In his various works, Darwin always thought that the roots of many human behaviors and emotions lay in our relatives.  So, for example, the rudiments of human morality could be seen in the social behaviors of our primate relatives.  But until now nobody has seen any animal with behavior indicating a predisposition to produce or respond to music.  Until now.  The newest issue of Current Biology has an article on two species in which individuals are able to move to a musical beat.  This behavior appears unique in the animal kingdom.  One bird is a sulfur-crested cockatoo,  “Snowball” (seen below), who really shakes a leg, and the other is Alex, an African grey parrot who moves his head to a beat. You can also see videos of both behaviors on the BBC Science page that reports on this phenomenon.

the authors conclude:

The discovery of synchronization to music in a nonhuman animal shows that a fundamental aspect of music cognition is shared with other species and provides valuable clues about the neurological substrates of this aspect of music. The finding also suggests the utility of developing animal models of movement to music.
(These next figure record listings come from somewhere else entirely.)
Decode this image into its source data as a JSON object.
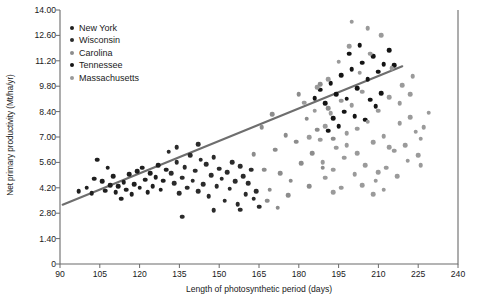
{
  "chart_data": {
    "type": "scatter",
    "title": "",
    "xlabel": "Length of photosynthetic period (days)",
    "ylabel": "Net primary productivity (Mt/ha/yr)",
    "xlim": [
      90,
      240
    ],
    "ylim": [
      0,
      14.0
    ],
    "xticks": [
      "90",
      "105",
      "120",
      "135",
      "150",
      "165",
      "180",
      "195",
      "210",
      "225",
      "240"
    ],
    "yticks": [
      "0",
      "1.40",
      "2.80",
      "4.20",
      "5.60",
      "7.00",
      "8.40",
      "9.80",
      "11.20",
      "12.60",
      "14.00"
    ],
    "grid": false,
    "legend_position": "top-left",
    "trendline": {
      "x0": 91,
      "y0": 3.27,
      "x1": 219,
      "y1": 10.9,
      "color": "#6e6e6e"
    },
    "series": [
      {
        "name": "New York",
        "color": "#1f1f1f",
        "points": [
          [
            104,
            5.75
          ],
          [
            106,
            4.55
          ],
          [
            107,
            4.05
          ],
          [
            109,
            4.35
          ],
          [
            110,
            4.85
          ],
          [
            111,
            3.95
          ],
          [
            112,
            4.3
          ],
          [
            113,
            3.6
          ],
          [
            114,
            4.5
          ],
          [
            115,
            4.1
          ],
          [
            116,
            4.95
          ],
          [
            117,
            3.85
          ],
          [
            118,
            4.4
          ],
          [
            119,
            5.1
          ],
          [
            120,
            4.2
          ],
          [
            121,
            5.3
          ],
          [
            122,
            4.65
          ],
          [
            123,
            3.95
          ],
          [
            124,
            5.0
          ],
          [
            125,
            4.3
          ],
          [
            126,
            4.8
          ],
          [
            127,
            5.45
          ],
          [
            128,
            4.1
          ],
          [
            129,
            4.6
          ],
          [
            130,
            5.2
          ],
          [
            97,
            4.0
          ],
          [
            100,
            4.2
          ],
          [
            102,
            3.9
          ],
          [
            108,
            5.3
          ],
          [
            103,
            4.7
          ]
        ]
      },
      {
        "name": "Wisconsin",
        "color": "#2b2b2b",
        "points": [
          [
            131,
            6.2
          ],
          [
            132,
            5.0
          ],
          [
            133,
            4.45
          ],
          [
            134,
            5.6
          ],
          [
            135,
            3.9
          ],
          [
            136,
            4.75
          ],
          [
            137,
            5.35
          ],
          [
            138,
            4.2
          ],
          [
            139,
            6.0
          ],
          [
            140,
            4.6
          ],
          [
            141,
            5.15
          ],
          [
            142,
            4.0
          ],
          [
            143,
            5.75
          ],
          [
            144,
            4.4
          ],
          [
            145,
            5.5
          ],
          [
            146,
            3.75
          ],
          [
            147,
            4.9
          ],
          [
            148,
            5.9
          ],
          [
            149,
            4.3
          ],
          [
            150,
            5.25
          ],
          [
            151,
            4.7
          ],
          [
            152,
            3.5
          ],
          [
            153,
            5.05
          ],
          [
            154,
            4.15
          ],
          [
            155,
            5.6
          ],
          [
            156,
            4.55
          ],
          [
            157,
            3.3
          ],
          [
            158,
            5.4
          ],
          [
            159,
            4.85
          ],
          [
            160,
            3.85
          ],
          [
            161,
            4.45
          ],
          [
            162,
            5.2
          ],
          [
            163,
            3.6
          ],
          [
            164,
            4.0
          ],
          [
            165,
            3.15
          ],
          [
            136,
            2.6
          ],
          [
            148,
            2.95
          ],
          [
            158,
            3.0
          ],
          [
            134,
            6.45
          ],
          [
            142,
            6.6
          ]
        ]
      },
      {
        "name": "Carolina",
        "color": "#8c8c8c",
        "points": [
          [
            167,
            5.2
          ],
          [
            169,
            4.1
          ],
          [
            171,
            6.3
          ],
          [
            173,
            5.0
          ],
          [
            175,
            7.1
          ],
          [
            177,
            4.6
          ],
          [
            179,
            6.75
          ],
          [
            181,
            5.55
          ],
          [
            183,
            8.0
          ],
          [
            185,
            6.1
          ],
          [
            187,
            7.4
          ],
          [
            189,
            5.3
          ],
          [
            191,
            8.6
          ],
          [
            193,
            6.9
          ],
          [
            168,
            3.5
          ],
          [
            172,
            3.1
          ],
          [
            176,
            3.8
          ],
          [
            180,
            9.35
          ],
          [
            184,
            4.3
          ],
          [
            188,
            9.9
          ],
          [
            163,
            6.05
          ],
          [
            166,
            7.55
          ],
          [
            170,
            8.25
          ]
        ]
      },
      {
        "name": "Tennessee",
        "color": "#141414",
        "points": [
          [
            186,
            9.15
          ],
          [
            188,
            9.6
          ],
          [
            190,
            8.85
          ],
          [
            192,
            9.95
          ],
          [
            194,
            9.35
          ],
          [
            196,
            10.4
          ],
          [
            198,
            9.1
          ],
          [
            200,
            10.75
          ],
          [
            202,
            9.7
          ],
          [
            204,
            11.1
          ],
          [
            206,
            10.2
          ],
          [
            208,
            11.45
          ],
          [
            210,
            10.6
          ],
          [
            212,
            11.0
          ],
          [
            214,
            11.8
          ],
          [
            197,
            8.4
          ],
          [
            201,
            8.15
          ],
          [
            205,
            7.95
          ],
          [
            209,
            8.7
          ],
          [
            193,
            8.05
          ],
          [
            199,
            11.6
          ],
          [
            203,
            12.05
          ],
          [
            216,
            10.95
          ],
          [
            211,
            9.4
          ],
          [
            207,
            9.05
          ],
          [
            195,
            7.6
          ],
          [
            191,
            7.35
          ]
        ]
      },
      {
        "name": "Massachusetts",
        "color": "#9a9a9a",
        "points": [
          [
            188,
            6.85
          ],
          [
            190,
            7.6
          ],
          [
            192,
            8.3
          ],
          [
            194,
            6.4
          ],
          [
            196,
            9.0
          ],
          [
            198,
            7.2
          ],
          [
            200,
            8.75
          ],
          [
            202,
            6.1
          ],
          [
            204,
            9.5
          ],
          [
            206,
            7.85
          ],
          [
            208,
            6.7
          ],
          [
            210,
            8.45
          ],
          [
            212,
            7.05
          ],
          [
            214,
            9.2
          ],
          [
            216,
            6.25
          ],
          [
            218,
            7.75
          ],
          [
            220,
            6.55
          ],
          [
            222,
            8.1
          ],
          [
            224,
            7.3
          ],
          [
            226,
            6.9
          ],
          [
            189,
            5.6
          ],
          [
            193,
            5.2
          ],
          [
            197,
            5.85
          ],
          [
            201,
            4.95
          ],
          [
            205,
            5.45
          ],
          [
            209,
            4.6
          ],
          [
            213,
            5.3
          ],
          [
            217,
            4.85
          ],
          [
            221,
            5.7
          ],
          [
            225,
            6.0
          ],
          [
            191,
            10.2
          ],
          [
            195,
            11.15
          ],
          [
            199,
            12.0
          ],
          [
            203,
            10.55
          ],
          [
            207,
            11.6
          ],
          [
            211,
            12.6
          ],
          [
            215,
            10.8
          ],
          [
            187,
            9.75
          ],
          [
            219,
            9.85
          ],
          [
            223,
            10.35
          ],
          [
            206,
            13.0
          ],
          [
            200,
            13.35
          ],
          [
            196,
            4.2
          ],
          [
            204,
            4.35
          ],
          [
            212,
            4.1
          ],
          [
            186,
            8.45
          ],
          [
            184,
            7.0
          ],
          [
            182,
            8.9
          ],
          [
            229,
            8.35
          ],
          [
            227,
            7.55
          ],
          [
            193,
            3.95
          ],
          [
            208,
            3.85
          ],
          [
            218,
            8.85
          ],
          [
            222,
            9.35
          ],
          [
            210,
            5.05
          ],
          [
            214,
            6.45
          ],
          [
            202,
            7.45
          ],
          [
            198,
            6.55
          ],
          [
            190,
            4.75
          ],
          [
            226,
            5.45
          ]
        ]
      }
    ]
  }
}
Such models could have relevance to the study of human movement disorders (including Parkinson’s disease), symptoms of which have been shown to be alleviated by moving with a musical beat.  More generally, it appears that comparative studies of other species can be a powerful approach for gaining insight into the neurobiological and evolutionary foundations of our own musical abilities.

Title, authors, and summary below.   Thanks to Matthew Cobb for calling this to my attention.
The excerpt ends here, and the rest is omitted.